Impact Upon Naval Warfare
Both days of the battle attracted attention from almost all the world's navies. The USS Monitor became the prototype for the monitor warship type. She thus became one of two ships whose names were applied to entire classes of their successors. The other was HMS Dreadnought. Many more were built, including river monitors, and they played key roles in Civil War battles on the Mississippi and James rivers. The US immediately started the construction of ten more monitors based on Ericsson's original larger plan, known as the Passaic-class monitors. However, while the design proved exceptionally well-suited for river combat, the low profile and heavy turret caused poor seaworthiness in rough waters. Russia, fearing that the American Civil War would spill into Russian Alaska, launched ten sister ships, as soon as Ericsson's plans reached St. Petersburg. What followed has been described as "Monitor mania". The revolving turret later inspired similar designs for future warships, which eventually became the modern battleship.
The vulnerability of wooden hulls to armored ships was noted particularly in Britain and France, where the wisdom of the planned conversion of the battle fleet to armor was given a powerful demonstration. Another feature that was emulated was not so successful. Impressed by the ease with which the Virginia had sunk the Cumberland, naval architects began to incorporate rams into their hull designs. The first purpose-built ram in the modern era was the French armored ram Taureau (1863), whose guns were said to have "the sole function of preparing the way for the ram." The inclusion of rams in warship hull design persisted almost to the outbreak of World War I, despite improvements in naval gunnery that quickly made close action between warships almost suicidal, if not impossible.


** THE TASK **
Would you reproduce each of the records below precisely, with the pictures left out?

** DATA SUPPLIED **
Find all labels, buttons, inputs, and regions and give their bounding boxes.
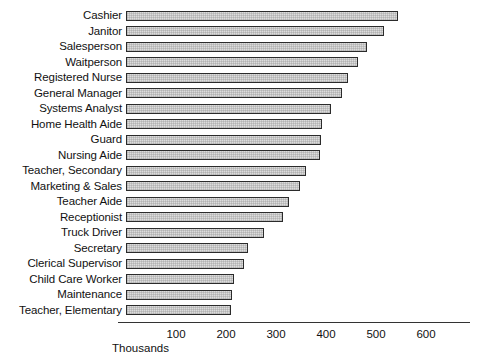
bar-row: Waitperson — [0, 55, 483, 71]
bar — [126, 243, 248, 253]
bar-track — [126, 228, 264, 238]
bar-track — [126, 88, 342, 98]
bar — [126, 11, 398, 21]
bar-category-label: Systems Analyst — [0, 102, 122, 115]
bar-category-label: Teacher Aide — [0, 195, 122, 208]
x-tick-label: 400 — [304, 327, 348, 341]
bar-category-label: Waitperson — [0, 56, 122, 69]
bar — [126, 73, 348, 83]
bar-track — [126, 290, 232, 300]
bar-category-label: Registered Nurse — [0, 71, 122, 84]
bar-category-label: Receptionist — [0, 211, 122, 224]
bar-category-label: Teacher, Secondary — [0, 164, 122, 177]
bar — [126, 259, 244, 269]
bar-track — [126, 274, 234, 284]
bar-category-label: General Manager — [0, 87, 122, 100]
bar-category-label: Salesperson — [0, 40, 122, 53]
bar-row: General Manager — [0, 86, 483, 102]
x-tick-label: 100 — [154, 327, 198, 341]
bar-track — [126, 150, 320, 160]
bar-category-label: Secretary — [0, 242, 122, 255]
x-tick-label: 300 — [254, 327, 298, 341]
x-axis-title: Thousands — [0, 341, 483, 355]
bar-row: Teacher, Secondary — [0, 163, 483, 179]
bar-row: Janitor — [0, 24, 483, 40]
bar-category-label: Maintenance — [0, 288, 122, 301]
bar-track — [126, 135, 321, 145]
bar-row: Home Health Aide — [0, 117, 483, 133]
bar-row: Secretary — [0, 241, 483, 257]
bar — [126, 57, 358, 67]
bar-row: Receptionist — [0, 210, 483, 226]
bar-row: Truck Driver — [0, 225, 483, 241]
bar-track — [126, 243, 248, 253]
bar — [126, 166, 306, 176]
x-axis-line — [118, 322, 470, 323]
bar-row: Guard — [0, 132, 483, 148]
bar-track — [126, 166, 306, 176]
bar-row: Marketing & Sales — [0, 179, 483, 195]
bar-row: Teacher Aide — [0, 194, 483, 210]
bar — [126, 305, 231, 315]
bar-row: Salesperson — [0, 39, 483, 55]
bar-category-label: Clerical Supervisor — [0, 257, 122, 270]
bar — [126, 135, 321, 145]
bar — [126, 290, 232, 300]
bar-category-label: Truck Driver — [0, 226, 122, 239]
bar-track — [126, 119, 322, 129]
bar-track — [126, 57, 358, 67]
bar-category-label: Cashier — [0, 9, 122, 22]
x-tick-label: 500 — [354, 327, 398, 341]
bar-track — [126, 26, 384, 36]
x-axis-title-text: Thousands — [112, 342, 169, 354]
x-tick-label: 200 — [204, 327, 248, 341]
bar — [126, 119, 322, 129]
bar — [126, 150, 320, 160]
bar-category-label: Child Care Worker — [0, 273, 122, 286]
bar — [126, 42, 367, 52]
bar-category-label: Guard — [0, 133, 122, 146]
bar-chart: CashierJanitorSalespersonWaitpersonRegis… — [0, 0, 483, 362]
bar-row: Nursing Aide — [0, 148, 483, 164]
bar-category-label: Nursing Aide — [0, 149, 122, 162]
bar-track — [126, 11, 398, 21]
bar — [126, 228, 264, 238]
bar-category-label: Home Health Aide — [0, 118, 122, 131]
bar-track — [126, 181, 300, 191]
bar — [126, 181, 300, 191]
bar — [126, 274, 234, 284]
bar-track — [126, 305, 231, 315]
bar — [126, 212, 283, 222]
bar-row: Systems Analyst — [0, 101, 483, 117]
bar-category-label: Teacher, Elementary — [0, 304, 122, 317]
bar-row: Child Care Worker — [0, 272, 483, 288]
bar-category-label: Marketing & Sales — [0, 180, 122, 193]
bar — [126, 26, 384, 36]
bar-track — [126, 259, 244, 269]
bar-category-label: Janitor — [0, 25, 122, 38]
bar-row: Cashier — [0, 8, 483, 24]
bar-row: Registered Nurse — [0, 70, 483, 86]
x-tick-label: 600 — [404, 327, 448, 341]
plot-area: CashierJanitorSalespersonWaitpersonRegis… — [0, 0, 483, 322]
bar-track — [126, 104, 331, 114]
bar — [126, 88, 342, 98]
bar — [126, 197, 289, 207]
bar-track — [126, 42, 367, 52]
bar-track — [126, 197, 289, 207]
bar-track — [126, 73, 348, 83]
bar-track — [126, 212, 283, 222]
bar-row: Maintenance — [0, 287, 483, 303]
bar-row: Teacher, Elementary — [0, 303, 483, 319]
bar — [126, 104, 331, 114]
bar-row: Clerical Supervisor — [0, 256, 483, 272]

** SOLUTION TO THIS TASK **
Find all labels, buttons, inputs, and regions and give their bounding boxes.
bar-row: Waitperson — [0, 55, 483, 71]
bar — [126, 243, 248, 253]
bar-track — [126, 228, 264, 238]
bar-track — [126, 88, 342, 98]
bar — [126, 11, 398, 21]
bar-category-label: Systems Analyst — [0, 102, 122, 115]
bar-category-label: Teacher Aide — [0, 195, 122, 208]
x-tick-label: 400 — [304, 327, 348, 341]
bar-category-label: Waitperson — [0, 56, 122, 69]
bar — [126, 73, 348, 83]
bar-track — [126, 290, 232, 300]
bar-category-label: Registered Nurse — [0, 71, 122, 84]
bar-category-label: Receptionist — [0, 211, 122, 224]
bar-category-label: Teacher, Secondary — [0, 164, 122, 177]
bar — [126, 259, 244, 269]
bar-track — [126, 274, 234, 284]
bar-category-label: General Manager — [0, 87, 122, 100]
bar-category-label: Salesperson — [0, 40, 122, 53]
bar-row: General Manager — [0, 86, 483, 102]
x-tick-label: 100 — [154, 327, 198, 341]
bar-track — [126, 150, 320, 160]
bar-category-label: Secretary — [0, 242, 122, 255]
x-tick-label: 300 — [254, 327, 298, 341]
x-axis-title: Thousands — [0, 341, 483, 355]
bar-row: Teacher, Secondary — [0, 163, 483, 179]
bar-row: Janitor — [0, 24, 483, 40]
bar-category-label: Maintenance — [0, 288, 122, 301]
bar-track — [126, 135, 321, 145]
bar-row: Home Health Aide — [0, 117, 483, 133]
bar-row: Secretary — [0, 241, 483, 257]
bar — [126, 57, 358, 67]
bar-row: Receptionist — [0, 210, 483, 226]
bar-row: Truck Driver — [0, 225, 483, 241]
bar-track — [126, 243, 248, 253]
bar — [126, 166, 306, 176]
x-axis-line — [118, 322, 470, 323]
bar-row: Guard — [0, 132, 483, 148]
bar-track — [126, 166, 306, 176]
bar-row: Marketing & Sales — [0, 179, 483, 195]
bar-row: Teacher Aide — [0, 194, 483, 210]
bar — [126, 305, 231, 315]
bar-row: Salesperson — [0, 39, 483, 55]
bar-category-label: Clerical Supervisor — [0, 257, 122, 270]
bar — [126, 135, 321, 145]
bar — [126, 290, 232, 300]
bar-category-label: Truck Driver — [0, 226, 122, 239]
bar-track — [126, 119, 322, 129]
bar-track — [126, 57, 358, 67]
bar-category-label: Cashier — [0, 9, 122, 22]
x-tick-label: 500 — [354, 327, 398, 341]
bar-track — [126, 26, 384, 36]
x-axis-title-text: Thousands — [112, 342, 169, 354]
x-tick-label: 200 — [204, 327, 248, 341]
bar — [126, 119, 322, 129]
bar — [126, 150, 320, 160]
bar-category-label: Child Care Worker — [0, 273, 122, 286]
bar — [126, 42, 367, 52]
bar-category-label: Guard — [0, 133, 122, 146]
bar-chart: CashierJanitorSalespersonWaitpersonRegis… — [0, 0, 483, 362]
bar-row: Nursing Aide — [0, 148, 483, 164]
bar-category-label: Nursing Aide — [0, 149, 122, 162]
bar-track — [126, 11, 398, 21]
bar — [126, 228, 264, 238]
bar-category-label: Home Health Aide — [0, 118, 122, 131]
bar-track — [126, 181, 300, 191]
bar — [126, 181, 300, 191]
bar — [126, 274, 234, 284]
bar-track — [126, 305, 231, 315]
bar — [126, 212, 283, 222]
bar-row: Systems Analyst — [0, 101, 483, 117]
bar-category-label: Teacher, Elementary — [0, 304, 122, 317]
bar-row: Child Care Worker — [0, 272, 483, 288]
bar-category-label: Marketing & Sales — [0, 180, 122, 193]
bar — [126, 26, 384, 36]
bar-track — [126, 259, 244, 269]
bar-category-label: Janitor — [0, 25, 122, 38]
bar-row: Cashier — [0, 8, 483, 24]
bar-row: Registered Nurse — [0, 70, 483, 86]
x-tick-label: 600 — [404, 327, 448, 341]
plot-area: CashierJanitorSalespersonWaitpersonRegis… — [0, 0, 483, 322]
bar-track — [126, 104, 331, 114]
bar — [126, 88, 342, 98]
bar — [126, 197, 289, 207]
bar-track — [126, 42, 367, 52]
bar-track — [126, 197, 289, 207]
bar-track — [126, 73, 348, 83]
bar-track — [126, 212, 283, 222]
bar-row: Maintenance — [0, 287, 483, 303]
bar-row: Teacher, Elementary — [0, 303, 483, 319]
bar — [126, 104, 331, 114]
bar-row: Clerical Supervisor — [0, 256, 483, 272]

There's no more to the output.